Parish nursing program helps professionals give back to their communities
BRAINTREE -- For up to a dozen hours each week, Barbara Logan visits the sick and the elderly. She visits them in assisted living facilities, in hospitals, in their own homes, going to them because often they cannot come to her. She brings them Communion and holds their hand, speaks to them about their health and their health care, and sometimes just about life and about death. She might check their medications or their blood pressure, and refer them if something seems wrong.
A parishioner of Holy Trinity Parish in Quincy, Logan is a parish nurse. It's a volunteer position, something to keep her busy since retiring in 2010 after decades of working as a recovery room nurse.
"I didn't want to just retire and not do anything," Logan told The Pilot April 21. Parish nursing "keeps me doing what I love."
Medically-based and incorporating spirituality, parish nursing, also called faith community nursing, is motivated by the idea of giving -- giving one's time and experience to lend support to a local or parish community, particularly to those in the community who cannot support themselves.
The Archdiocese of Boston has a ministry dedicated to parish nursing, the Faith Community Health and Parish Nursing Ministry. Led by director Deacon James Greer, the ministry serves as a way to educate, create, and lend support to parish nurses throughout the archdiocese and beyond.
Logan's daughter, Karen Wenger, a former ER nurse and a nurse educator, is the Faith Community Nursing Educator for the archdiocese. She runs the faith community nursing courses, and is responsible for forming parish nurses. Since first coming to the archdiocese about four years ago, Wenger has formed and educated dozens of parish nurses.
Speaking to The Pilot April 20, Wenger said she has had people in her classes from other dioceses, and has educated people of different faiths. Faith community nursing, she explained, isn't just open to Catholics, or even Christians for that matter. It is training that can be beneficial to anyone, and to any community.
In essence, she said, parish nursing is about helping communities, helping people, and "Everything we do is to promote the inherent dignity of the human person."
Lately, there has been a push to aid in the opioid epidemic, and many area parish nurses are putting up posters and signs, handing out flyers, and collaborating with community groups to explain the dangers of drug abuse and the disease of addiction.
Many other parish nurses aid the elderly or the sick with after-hospital care, including speaking with them about medications and their plan for health care. Other times, a parish nurse might host a free blood pressure clinic at his or her parish, or give an educational talk.
"There's all different things we can do, it really depends on who's in our parishes, what are their healthcare needs (and) what are people looking for in terms of information," she said.
Logan and Wenger took a parish nursing course together back in the early 2000s.

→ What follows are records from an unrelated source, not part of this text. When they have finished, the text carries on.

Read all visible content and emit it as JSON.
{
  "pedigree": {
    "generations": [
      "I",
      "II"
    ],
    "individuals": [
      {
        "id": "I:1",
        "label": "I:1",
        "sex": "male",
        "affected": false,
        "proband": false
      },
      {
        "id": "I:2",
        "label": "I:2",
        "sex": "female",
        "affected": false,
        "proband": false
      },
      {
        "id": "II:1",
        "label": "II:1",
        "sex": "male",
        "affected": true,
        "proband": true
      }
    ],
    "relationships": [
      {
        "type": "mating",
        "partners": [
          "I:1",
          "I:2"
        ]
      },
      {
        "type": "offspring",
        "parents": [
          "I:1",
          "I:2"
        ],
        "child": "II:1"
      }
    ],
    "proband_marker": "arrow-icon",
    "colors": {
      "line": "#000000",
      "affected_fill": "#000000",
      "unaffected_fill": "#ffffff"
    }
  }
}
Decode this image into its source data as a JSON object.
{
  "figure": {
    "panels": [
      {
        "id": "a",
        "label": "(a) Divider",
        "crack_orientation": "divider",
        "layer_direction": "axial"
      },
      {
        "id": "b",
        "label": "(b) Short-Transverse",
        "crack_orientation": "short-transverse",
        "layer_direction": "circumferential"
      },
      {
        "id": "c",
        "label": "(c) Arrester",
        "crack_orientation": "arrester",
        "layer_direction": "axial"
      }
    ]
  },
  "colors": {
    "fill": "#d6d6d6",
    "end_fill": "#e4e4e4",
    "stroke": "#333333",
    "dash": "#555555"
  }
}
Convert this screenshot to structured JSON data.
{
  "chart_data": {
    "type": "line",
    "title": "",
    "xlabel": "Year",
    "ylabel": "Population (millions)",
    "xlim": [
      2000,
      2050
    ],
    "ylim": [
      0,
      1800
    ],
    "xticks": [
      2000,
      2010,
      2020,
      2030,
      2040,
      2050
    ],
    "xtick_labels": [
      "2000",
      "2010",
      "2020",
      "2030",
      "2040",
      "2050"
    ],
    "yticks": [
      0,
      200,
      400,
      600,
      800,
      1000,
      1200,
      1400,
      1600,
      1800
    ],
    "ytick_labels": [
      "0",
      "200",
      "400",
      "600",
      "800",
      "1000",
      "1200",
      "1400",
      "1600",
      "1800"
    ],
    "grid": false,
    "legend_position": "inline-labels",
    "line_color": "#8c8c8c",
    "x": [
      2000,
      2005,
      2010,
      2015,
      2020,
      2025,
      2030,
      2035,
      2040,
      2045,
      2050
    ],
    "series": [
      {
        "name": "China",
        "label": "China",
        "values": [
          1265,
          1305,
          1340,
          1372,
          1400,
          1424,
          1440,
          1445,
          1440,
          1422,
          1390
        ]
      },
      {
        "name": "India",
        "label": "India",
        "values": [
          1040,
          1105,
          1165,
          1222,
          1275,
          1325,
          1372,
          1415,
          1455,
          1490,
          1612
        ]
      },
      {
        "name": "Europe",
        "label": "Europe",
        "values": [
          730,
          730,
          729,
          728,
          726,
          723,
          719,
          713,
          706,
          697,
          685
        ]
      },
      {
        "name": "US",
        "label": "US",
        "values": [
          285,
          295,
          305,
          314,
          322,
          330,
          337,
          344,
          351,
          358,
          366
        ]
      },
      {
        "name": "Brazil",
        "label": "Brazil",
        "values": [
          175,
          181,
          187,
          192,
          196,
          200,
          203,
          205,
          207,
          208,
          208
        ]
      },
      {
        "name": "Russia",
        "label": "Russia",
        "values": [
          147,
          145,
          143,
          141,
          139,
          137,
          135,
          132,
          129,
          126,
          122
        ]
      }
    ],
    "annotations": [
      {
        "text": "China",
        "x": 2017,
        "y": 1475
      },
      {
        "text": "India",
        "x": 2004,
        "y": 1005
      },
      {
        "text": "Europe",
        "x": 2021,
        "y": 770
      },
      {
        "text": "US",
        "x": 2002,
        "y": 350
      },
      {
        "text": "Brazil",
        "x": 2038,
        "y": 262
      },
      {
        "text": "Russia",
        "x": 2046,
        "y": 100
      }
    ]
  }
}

Earlier this month, the two also attended an international conference on faith community nursing at the International Parish Nurse Resource Center in Memphis, Tennessee.
According to Logan, the conference was attended by about 300 people, and served as an opportunity to learn best practices and connect with other parish nurses.
The courses Wenger teaches are based on materials from the Memphis center. Typically, the courses involve a little less than 40 contact hours, and have taken place on Saturdays at the archdiocese's Pastoral Center in Braintree. They run all day on Saturdays, taking about five sessions to complete the course. Generally, said Wenger, courses are offered twice a year.
On April 21, Wenger's most recent course came to a close with the "graduation" of six prospective parish nurses. At the Pastoral Center, the graduates participated in a prayer service, and were given certificates and pins. A few family members of the graduates were present, and clapped as their loved one received their recognition.
At a small reception held following the ceremony, Charles Bergeron, one of the new graduates, told The Pilot the course was "very thorough," and had "a lot of spirituality involved in it," which, as a Catholic and a parishioner of St. Mary of the Annunciation in Danvers, was something he enjoyed.
Bergeron is a nurse case manager, and though he enjoys the job, he doesn't know how much longer he will do it. He is approaching retirement age, he said, and he's beginning to plan for life after retirement.
To him, after years of working to support himself and his family, retirement would mean "more time for the Church," and for the community.
"I want to do something towards the later part of my life for other people," he said, and thought that parish nursing would be a good step.
"I think it is my time to give back to the community," he said, his new pin pinned on his shirt, his certificate on the table that stretched out before him.